Tracking also facilitates price discrimination. Online travel booking sites, retail platforms, and service providers have been shown to present different prices to users based on their device type, browsing history, and inferred willingness to pay. The same hotel room on the same date can appear at different prices to two different users based on their tracked data profiles.

Beyond individual harm, the tracking ecosystem creates structural privacy risk. Large databases of browsing behavior are attractive targets for data breaches, law enforcement requests, and government surveillance programs. When a data broker collects data on millions of users and stores it indefinitely, a single breach exposes the browsing history and inferred characteristics of an entire population.

How to Protect Yourself

Combating web tracking requires a layered approach. No single tool or setting blocks all tracking methods, but combining several strategies can dramatically reduce your exposure. Enabling Do Not Track in your browser sends a signal to websites requesting that they not track you. In practice, most trackers ignore this signal entirely since it is voluntary. A more effective approach is to use browser-level tracking protection like Firefox's Enhanced Tracking Protection, which blocks known trackers, cryptominers, and fingerprinting scripts by default.

Installing tracker-blocking extensions such as uBlock Origin, Privacy Badger, or Ghostery neutralizes a wide range of tracking scripts. These extensions maintain block lists of known tracker domains and prevent those scripts from loading at all. Combined with a dedicated content blocker, this approach blocks the vast majority of third-party tracking requests before the browser makes them.
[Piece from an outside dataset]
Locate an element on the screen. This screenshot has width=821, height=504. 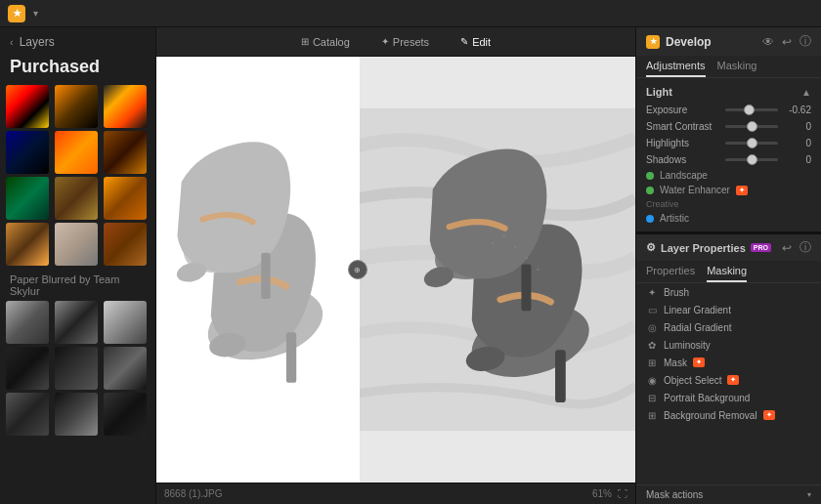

FocusGuard, while primarily a website blocker and time management tool, contributes to a focused browsing environment by reducing the number of open tabs and background processes that can be exploited by trackers. When you spend less time on sites designed to capture and sell your attention data, you naturally reduce your exposure to the tracking infrastructure embedded in those sites.
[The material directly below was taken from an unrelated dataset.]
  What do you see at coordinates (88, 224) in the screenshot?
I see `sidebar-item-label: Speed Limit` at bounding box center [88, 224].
Regularly clearing cookies and cached data prevents long-term profile accumulation from cookie-based tracking. However, this does not defeat fingerprinting - that requires more advanced browser protections or a dedicated anti-fingerprinting extension. Using a privacy-focused browser like Brave or Firefox with strict privacy settings provides the strongest baseline, as these browsers actively resist fingerprinting techniques at the rendering engine level.
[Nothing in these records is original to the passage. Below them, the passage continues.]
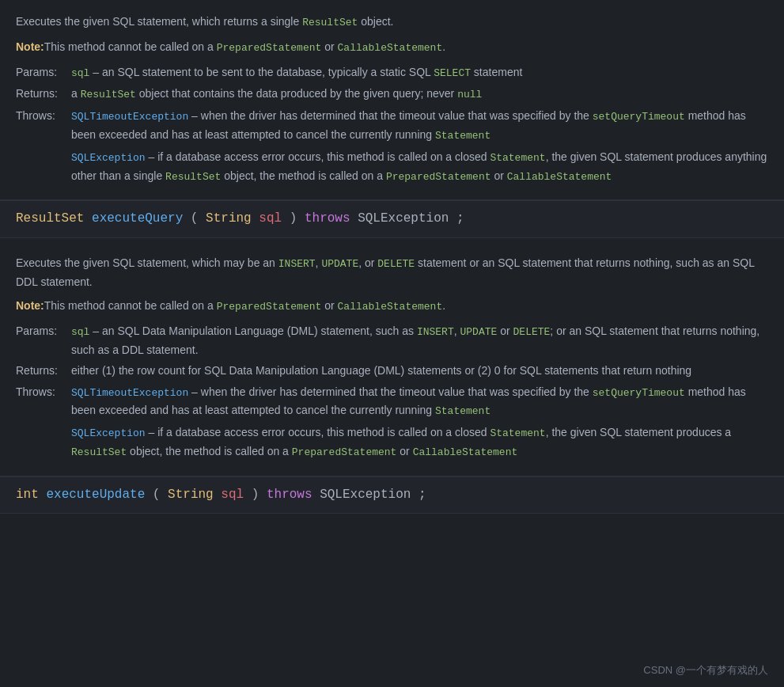 The width and height of the screenshot is (784, 687). Describe the element at coordinates (419, 340) in the screenshot. I see `param-sql-content-2: sql – an SQL Data Manipulation Language …` at that location.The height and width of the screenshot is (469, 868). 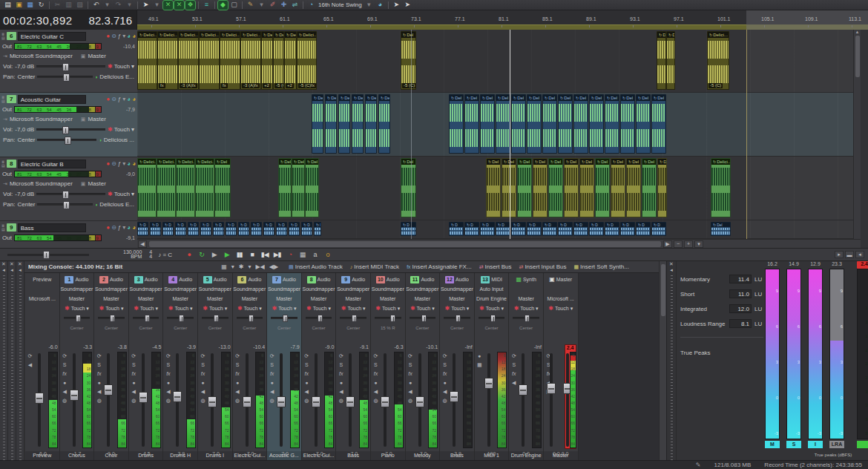 I want to click on track-name-field: Acoustic Guitar, so click(x=52, y=99).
Frequently asked questions

What is web tracking?
Web tracking is the collection of data about your browsing activity across websites. It is done through cookies, browser fingerprinting, tracking pixels, and analytics scripts, often without your explicit awareness.
How do cookies track me across websites?
Third-party cookies are set by embedded ads or scripts from domains other than the site you are visiting. When you visit another site with the same embed, the cookie is sent back, allowing the tracker to connect your visits across both sites.
What is browser fingerprinting?
Browser fingerprinting collects unique characteristics of your browser - installed fonts, screen resolution, GPU model, and more - to create a stable identifier that persists even when cookies are cleared or incognito mode is used.
What are tracking pixels?
A tracking pixel is a 1x1 transparent image embedded in a page or email. When your browser loads it, it sends data to the tracking server including your IP, timestamp, and device information.
Can I stop web tracking completely?
Complete prevention is difficult, but combining a tracker-blocking extension, a privacy-focused browser, regular cookie clearing, and fingerprinting resistance can block the vast majority of trackers.
What is the difference between first-party and third-party tracking?
First-party tracking is done by the site you are visiting directly for analytics or functionality. Third-party tracking is done by external services embedded in the site and can follow you across multiple sites.